At least a make shift solution: The “Julian calendar stabiliser”

My last blog post triggered a couple of responses on Twitter. It seems I touched a problem that will not be solved that easily.

Save dates as Julian on your Wikibase (manually or, with the /J switch, in your QuickStatements mass input) and your Wikibase will be able to handle these dates correctly in any mixed bag of Julian and Gregorian dates. It is nice that the Query Service is able to produce straight timelines out of any such mixed bag, but immensely problematic that you will be quite unable to get the original Julian dates back in regular Query Service downloads. Blazegraph, the tool that is working behind the Query Service, does its job on normalisations of dates, and these are, of course, performed in the superior Gregorian calendar. Wikibase Query Services are hence on their way to produce loads of unprecedented arithmetical Gregorian dates in environments that have been solely Julian so far. We will first be puzzled by dates that strangely differ from those we fed into these machines — we will have to understand that they have silently added days on them to reach their Gregorian equivalents. Handle these artefacts as correct Gregorian dates, though they are without evidence in the historical records — do not feed them as Julian into any Wikibase because that will immediately expose them to the next round of Julian to Gregorian conversions wherever a Query Service will spot them.

SPARQL queries can actually produce the complexity of the Wikibase they are accessing, but that requires quite some scripting skills. Tagishsimon gave the following script that helped him to get well informed dates from Wikidata in this Twitter response:

Bruno Belhoste applied this script in the following FactGrid query, which will be extremely useful in all future searches on our database. The table gives you the birthdays of members of the French Academy — a typical “mixed bag” of dates that shows all imaginable challenges of different calendars and the various precision statements:

Change the parameters and you will get the dates you are interested in with all the information you will need to process a mixed bag of historical dates from the Wikibase of your choice.

A make shift solution: The “Julian Calendar Stabiliser”

We agreed that we have to stabilise Julian dates on FactGrid under these conditions. All Julian dates will be translated to Gregorian sooner or later on our Query Service. Users must, hence, remain able to get the original Julian information side by side with their (secretly Gregorianised) searches. The simple solution is a string repetition of the Julian statement you want to make. The Query Service does not touch strings, chains of characters and numbers; it will give you the original Julian statement which you can use in other contexts as the very dates you saw in your documents:

Johann Sebastian Bach’s birthday with the “Julian date stabiliser” (see it in the data set)

This is not the ideal solution. One would rather like to have a calendar sensitive Query Service that produces dates as stated on your Wikibase; but it is at least a pragmatic stabilisation to keep Julian dates intact in the waves of transformations and deformations which we are likely to witness in the new world of data processing.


_WORK ORDER:_
Set every entry down again precisely.

[Saved entries]
──────────────────────────────

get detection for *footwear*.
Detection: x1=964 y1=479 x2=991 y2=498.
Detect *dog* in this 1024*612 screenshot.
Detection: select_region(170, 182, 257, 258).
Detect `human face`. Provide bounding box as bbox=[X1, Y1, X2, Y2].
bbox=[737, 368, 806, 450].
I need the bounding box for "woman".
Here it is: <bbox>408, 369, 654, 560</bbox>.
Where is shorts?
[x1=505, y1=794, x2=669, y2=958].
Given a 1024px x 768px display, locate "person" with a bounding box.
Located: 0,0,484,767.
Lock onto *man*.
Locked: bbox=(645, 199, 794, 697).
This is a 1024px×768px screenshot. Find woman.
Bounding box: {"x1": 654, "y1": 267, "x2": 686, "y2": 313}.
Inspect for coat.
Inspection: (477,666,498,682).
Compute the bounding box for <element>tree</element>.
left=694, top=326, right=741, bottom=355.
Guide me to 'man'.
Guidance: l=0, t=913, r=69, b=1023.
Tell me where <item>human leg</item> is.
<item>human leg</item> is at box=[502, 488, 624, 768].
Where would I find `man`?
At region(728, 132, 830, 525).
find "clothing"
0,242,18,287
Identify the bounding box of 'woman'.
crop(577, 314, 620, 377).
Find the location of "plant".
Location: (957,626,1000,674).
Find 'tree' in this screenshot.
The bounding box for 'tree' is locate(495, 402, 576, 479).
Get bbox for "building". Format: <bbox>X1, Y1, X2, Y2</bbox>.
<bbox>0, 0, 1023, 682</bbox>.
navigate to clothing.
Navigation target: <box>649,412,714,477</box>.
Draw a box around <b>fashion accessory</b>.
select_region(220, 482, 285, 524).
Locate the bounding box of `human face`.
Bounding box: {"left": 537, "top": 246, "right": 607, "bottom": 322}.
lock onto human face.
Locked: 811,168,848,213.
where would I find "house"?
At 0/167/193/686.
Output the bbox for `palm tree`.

──────────────────────────────

_RESPONSE TO THIS EXERCISE:_
get detection for *footwear*.
Detection: x1=964 y1=479 x2=991 y2=498.
Detect *dog* in this 1024*612 screenshot.
Detection: select_region(170, 182, 257, 258).
Detect `human face`. Provide bounding box as bbox=[X1, Y1, X2, Y2].
bbox=[737, 368, 806, 450].
I need the bounding box for "woman".
Here it is: <bbox>408, 369, 654, 560</bbox>.
Where is shorts?
[x1=505, y1=794, x2=669, y2=958].
Given a 1024px x 768px display, locate "person" with a bounding box.
Located: 0,0,484,767.
Lock onto *man*.
Locked: bbox=(645, 199, 794, 697).
This is a 1024px×768px screenshot. Find woman.
Bounding box: {"x1": 654, "y1": 267, "x2": 686, "y2": 313}.
Inspect for coat.
Inspection: (477,666,498,682).
Compute the bounding box for <element>tree</element>.
left=694, top=326, right=741, bottom=355.
Guide me to 'man'.
Guidance: l=0, t=913, r=69, b=1023.
Tell me where <item>human leg</item> is.
<item>human leg</item> is at box=[502, 488, 624, 768].
Where would I find `man`?
At region(728, 132, 830, 525).
find "clothing"
0,242,18,287
Identify the bounding box of 'woman'.
crop(577, 314, 620, 377).
Find the location of "plant".
Location: (957,626,1000,674).
Find 'tree' in this screenshot.
The bounding box for 'tree' is locate(495, 402, 576, 479).
Get bbox for "building". Format: <bbox>X1, Y1, X2, Y2</bbox>.
<bbox>0, 0, 1023, 682</bbox>.
navigate to clothing.
Navigation target: <box>649,412,714,477</box>.
Draw a box around <b>fashion accessory</b>.
select_region(220, 482, 285, 524).
Locate the bounding box of `human face`.
Bounding box: {"left": 537, "top": 246, "right": 607, "bottom": 322}.
lock onto human face.
Locked: 811,168,848,213.
where would I find "house"?
At 0/167/193/686.
Output the bbox for `palm tree`.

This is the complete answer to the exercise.